Quantitative Baseline
- Display score: 2/5
- Continuous score: 35.5
- Confidence: PARTIAL
- Data year: 2026
- Sources: Fragile States Index, Curated dataset, World Bank WDI
| Metric | Tier | Raw | Normalized | Source | Year |
|---|---|---|---|---|---|
| Nuclear weapons status | DOMINANT | none | 20.0 | Curated dataset | 2026 |
| Fragile States Index | PRIMARY | 65.3 | 54.7 | Fragile States Index | 2023 |
| Military expenditure (% GDP) | PRIMARY | 7.298 | 98.4 | World Bank WDI | 2024 |
| Alliance membership | PRIMARY | 0 | 0.0 | Curated dataset | 2026 |
Saudi Arabia’s security score is the clearest example in this profile of how spending and resilience are not the same thing. The kingdom spends heavily on defense and has strong reasons to do so, but it remains non-nuclear, geographically exposed, and outside the most formalized alliance structures in the system.
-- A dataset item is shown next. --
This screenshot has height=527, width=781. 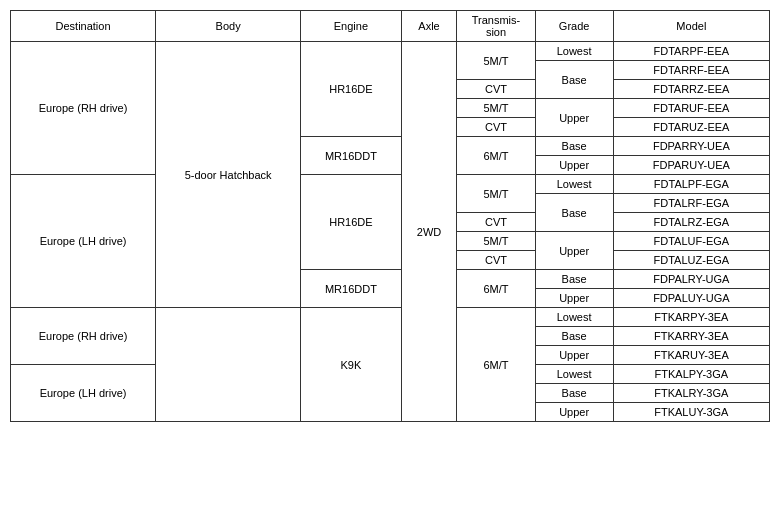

That is why the security score stays low even with very high military expenditure. The model rewards hard guarantees and hard deterrents, not just procurement. Saudi Arabia has regional importance and can defend itself far better than many peers, but it still faces missile threats, maritime exposure around Hormuz and the Red Sea, and the constant question of how reliable outside backing would be in a genuine crisis.
In practice, security is the factor that keeps Saudi Arabia from reading like a simple petro-superpower. It is a major state with real coercive weight, yet it still operates in a neighborhood where proximity, rivalry, and infrastructure vulnerability compress its room for error.